As more organisations are moving their workloads to the cloud, it is essential to monitor the performance and availability of their applications and control the budget. Microsoft Azure provides a range of tools to help developers and IT professionals monitor their applications’ health and costs, including Azure Alerts, Azure Application Insights, Azure Dashboards and Azure Budgets. In this article, we will discuss how to use Azure to monitor your applications and receive customized alerts.
AZURE APPLICATION INSIGHTS FOR APPLICATION PERFORMANCE
Azure Application Insights is a service that helps you monitor the performance and usage of your applications. It does this by collecting telemetry data, including metrics, logs and traces. You can use Application Insights to gain insights into how your application is performing and identify issues that may be impacting your users’ experience, creating Azure Alerts based on the collected data.
Application Insights provides other features including, but not limited to:
- Live Metrics: Observe activity from your deployed application in real-time with no effect on the host environment
- Availability: Also known as synthetic transaction monitoring. Probe the external endpoints of your applications to test the overall availability and responsiveness of your app over time
- GitHub or Azure DevOps integration: Create GitHub or Azure DevOps work items in the context of Application Insights data
- Usage: Understand which features are popular with users and how users interact and use your application
- Smart detection: Detect failures and anomalies automatically through proactive telemetry analysis
AZURE ALERTS FOR MONITORING APPLICATION HEALTH
Azure Alerts is a service that helps you monitor the health of your Azure resources by automatically sending email and/or SMS notifications when a specified condition is met. You can set up alerts for various metrics, including CPU usage, memory usage and network traffic. Plus, you can create further customised alerts like application errors and volume of requests.
The following diagram shows how alerts work.
- Azure Resources – sends telemetry data from Apps, Database, Functions and other resources to Azure Application Insights.
- Alert Rules – User set up rules based on telemetry collected.
- Fired Alerts – Alerts are triggered based on alert Rules when condition Met
- Actions – When the user set up the rules, they can set up actions, it can include:
- Notification methods, such as email, SMS, and push notifications
- Automation runbooks
- Azure functions
- ITSM incidents
- Logic apps
- Secure webhooks
- Webhooks
- Event hubs
AZURE DASHBOARDS FOR APPLICATION MONITORING
Azure Dashboard is a web-based tool that allows you to create interactive and customisable dashboards to monitor and analyse your Azure resources. With Azure Dashboards, you can collect data from various sources, including Azure Application Insights, Azure Monitor, Azure Resource Graph, and Azure Log Analytics. As well as create charts, tables, and visualizations. Together you gain insight into the performance of your resources and troubleshooting errors.
The image below shows a Dashboard set up to monitor an application’s resources.
AZURE BUDGETS FOR COST MANAGEMENT
Budgets within Cost Management help you plan for and drive organisational accountability. They help you proactively inform others about their spending in order to manage costs and monitor how spending progresses over time.
You can configure alerts based on your actual cost or forecasted cost to ensure that your spending is within your organisational spending limit. Notifications are triggered when the budget thresholds you’ve created are exceeded. None of your resources are affected, and your consumption isn’t stopped. You can use budgets to compare and track spending as you analyse costs.
In the following example, an email alert gets generated when 90% of the budget is reached.
CONCLUSION
By setting up Azure Alerts, using Azure Application Insights with Azure Dashboards and creating budgets, you can monitor the health of your applications, gain insights into how they are performing and manage your costs. This can help you identify issues and take action to resolve them before they impact your users’ experience and your expenditure. If you are new to Azure, we recommend exploring these tools and learning more about how they can help you manage your cloud-based workloads.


Try it: Below are some records; copy each line in them that contains "Protect".
*** Available data ***
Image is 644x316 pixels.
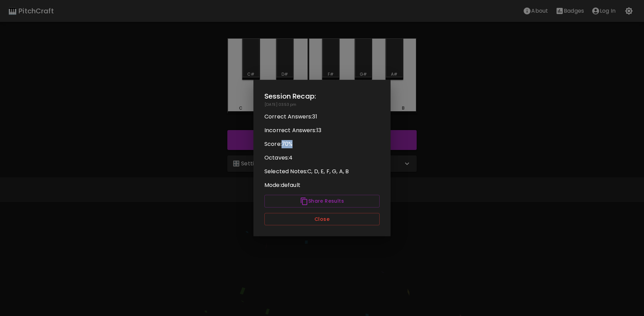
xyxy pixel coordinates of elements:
[264,113,379,120] p: Correct Answers: 31
[264,91,379,102] h2: Session Recap:
[264,181,379,189] p: Mode: default
[264,167,379,176] p: Selected Notes: C, D, E, F, G, A, B
[264,140,379,149] p: Score: 70 %
[264,127,379,135] p: Incorrect Answers: 13
[264,213,379,226] button: Close
[264,195,379,208] button: Share Results
[264,154,379,162] p: Octaves: 4
[264,102,379,108] p: [DATE] 03:53 pm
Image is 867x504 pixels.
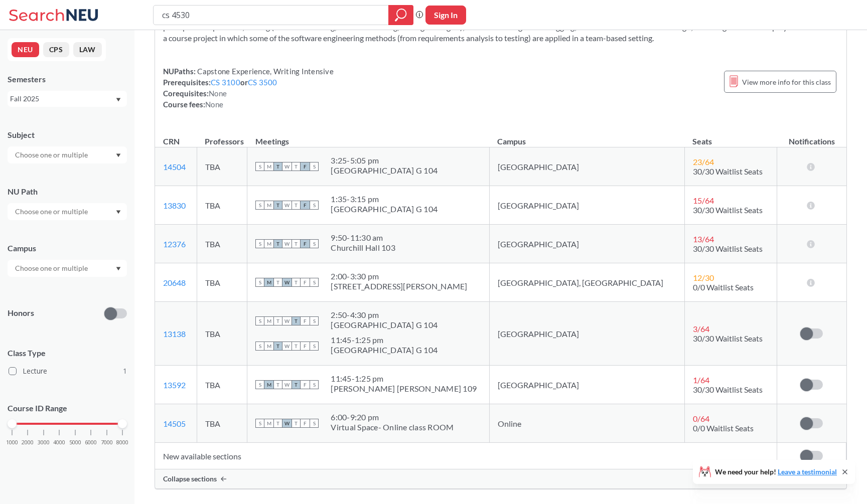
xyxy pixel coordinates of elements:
[291,316,301,325] span: T
[282,380,291,389] span: W
[256,316,264,325] span: S
[196,404,247,443] td: TBA
[208,89,227,98] span: None
[196,263,247,302] td: TBA
[301,239,310,248] span: F
[69,440,81,445] span: 5000
[301,162,310,171] span: F
[196,302,247,365] td: TBA
[282,341,291,350] span: W
[331,335,438,345] div: 11:45 - 1:25 pm
[693,272,714,282] span: 12 / 30
[310,239,319,248] span: S
[693,423,754,433] span: 0/0 Waitlist Seats
[116,98,121,101] svg: Dropdown arrow
[7,203,127,220] div: Dropdown arrow
[331,345,438,355] div: [GEOGRAPHIC_DATA] G 104
[163,278,186,287] a: 20648
[264,278,273,287] span: M
[489,263,684,302] td: [GEOGRAPHIC_DATA], [GEOGRAPHIC_DATA]
[489,302,684,365] td: [GEOGRAPHIC_DATA]
[489,404,684,443] td: Online
[331,194,438,204] div: 1:35 - 3:15 pm
[693,205,763,215] span: 30/30 Waitlist Seats
[196,365,247,404] td: TBA
[256,162,264,171] span: S
[10,149,94,161] input: Choose one or multiple
[163,239,186,248] a: 12376
[693,195,714,205] span: 15 / 64
[742,76,831,88] span: View more info for this class
[264,200,273,209] span: M
[256,380,264,389] span: S
[331,242,396,253] div: Churchill Hall 103
[256,341,264,350] span: S
[256,418,264,427] span: S
[301,278,310,287] span: F
[693,157,714,166] span: 23 / 64
[693,333,763,343] span: 30/30 Waitlist Seats
[7,186,127,197] div: NU Path
[7,91,127,107] div: Fall 2025Dropdown arrow
[310,162,319,171] span: S
[155,469,847,488] div: Collapse sections
[7,259,127,277] div: Dropdown arrow
[73,42,101,58] button: LAW
[331,320,438,330] div: [GEOGRAPHIC_DATA] G 104
[301,341,310,350] span: F
[7,74,127,85] div: Semesters
[693,375,710,384] span: 1 / 64
[43,42,69,58] button: CPS
[196,67,333,76] span: Capstone Experience, Writing Intensive
[291,418,301,427] span: T
[282,200,291,209] span: W
[331,204,438,214] div: [GEOGRAPHIC_DATA] G 104
[693,414,710,423] span: 0 / 64
[310,200,319,209] span: S
[116,440,128,445] span: 8000
[684,126,777,148] th: Seats
[10,205,94,217] input: Choose one or multiple
[7,347,127,358] span: Class Type
[291,341,301,350] span: T
[264,418,273,427] span: M
[331,422,453,432] div: Virtual Space- Online class ROOM
[196,186,247,225] td: TBA
[8,364,127,377] label: Lecture
[101,440,113,445] span: 7000
[778,467,837,476] a: Leave a testimonial
[7,146,127,163] div: Dropdown arrow
[489,186,684,225] td: [GEOGRAPHIC_DATA]
[116,153,121,157] svg: Dropdown arrow
[715,468,837,475] span: We need your help!
[693,166,763,176] span: 30/30 Waitlist Seats
[489,365,684,404] td: [GEOGRAPHIC_DATA]
[248,78,277,87] a: CS 3500
[693,234,714,244] span: 13 / 64
[163,200,186,210] a: 13830
[273,278,282,287] span: T
[273,418,282,427] span: T
[291,278,301,287] span: T
[395,8,407,22] svg: magnifying glass
[264,316,273,325] span: M
[282,316,291,325] span: W
[247,126,489,148] th: Meetings
[163,329,186,338] a: 13138
[22,440,34,445] span: 2000
[10,262,94,274] input: Choose one or multiple
[196,225,247,263] td: TBA
[331,233,396,242] div: 9:50 - 11:30 am
[264,162,273,171] span: M
[273,162,282,171] span: T
[273,239,282,248] span: T
[264,380,273,389] span: M
[282,418,291,427] span: W
[196,126,247,148] th: Professors
[53,440,65,445] span: 4000
[331,281,467,291] div: [STREET_ADDRESS][PERSON_NAME]
[6,440,18,445] span: 1000
[426,5,466,25] button: Sign In
[291,162,301,171] span: T
[163,136,180,147] div: CRN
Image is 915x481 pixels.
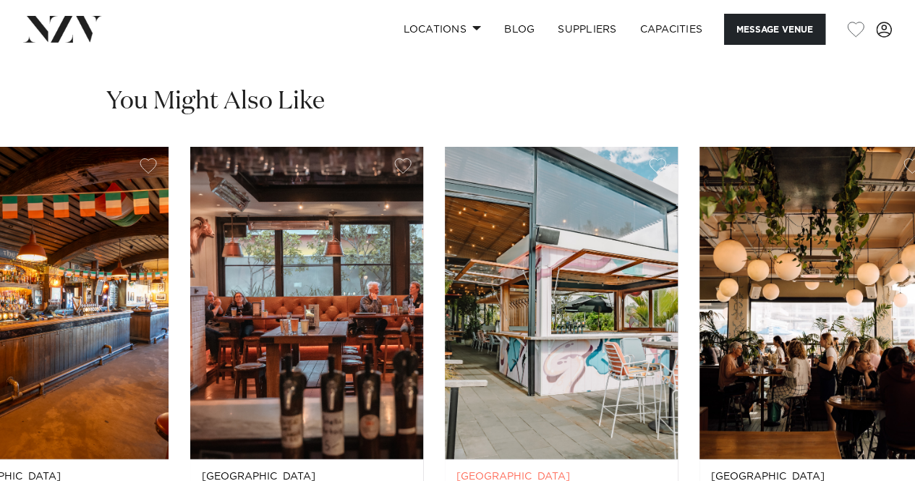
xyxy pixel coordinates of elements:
[546,14,628,45] a: SUPPLIERS
[391,14,492,45] a: Locations
[724,14,825,45] button: Message Venue
[492,14,546,45] a: BLOG
[106,85,325,118] h2: You Might Also Like
[23,16,102,42] img: nzv-logo.png
[628,14,714,45] a: Capacities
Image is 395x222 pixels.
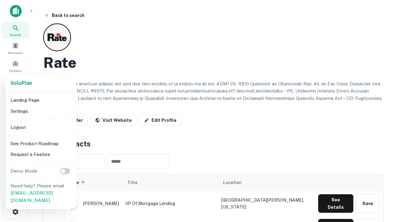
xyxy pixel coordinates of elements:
li: See Product Roadmap [8,138,74,149]
li: Settings [8,106,74,117]
li: Landing Page [8,95,74,106]
a: [EMAIL_ADDRESS][DOMAIN_NAME] [10,190,53,203]
li: Logout [8,122,74,133]
strong: Solo Plan [10,80,32,86]
p: Demo Mode [8,168,40,175]
li: Request a Feature [8,149,74,160]
a: SoloPlan [10,80,32,87]
p: Need help? Please email [10,182,72,204]
iframe: Chat Widget [364,173,395,202]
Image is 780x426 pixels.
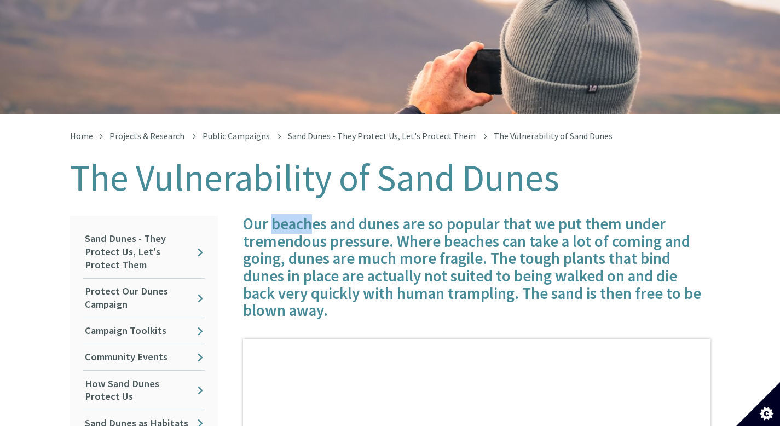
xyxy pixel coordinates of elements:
a: How Sand Dunes Protect Us [83,371,205,410]
a: Sand Dunes - They Protect Us, Let's Protect Them [288,130,476,141]
a: Protect Our Dunes Campaign [83,279,205,318]
a: Home [70,130,93,141]
a: Sand Dunes - They Protect Us, Let's Protect Them [83,226,205,278]
h1: The Vulnerability of Sand Dunes [70,158,711,198]
a: Projects & Research [110,130,185,141]
a: Public Campaigns [203,130,270,141]
a: Community Events [83,344,205,370]
h4: Our beaches and dunes are so popular that we put them under tremendous pressure. Where beaches ca... [243,216,711,320]
button: Set cookie preferences [737,382,780,426]
span: The Vulnerability of Sand Dunes [494,130,613,141]
a: Campaign Toolkits [83,318,205,344]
*** End of Available data ***
Expected output:
a: How Sand Dunes Protect Us [83,371,205,410]
a: Sand Dunes - They Protect Us, Let's Protect Them [288,130,476,141]
a: Protect Our Dunes Campaign [83,279,205,318]
a: Sand Dunes - They Protect Us, Let's Protect Them [83,226,205,278]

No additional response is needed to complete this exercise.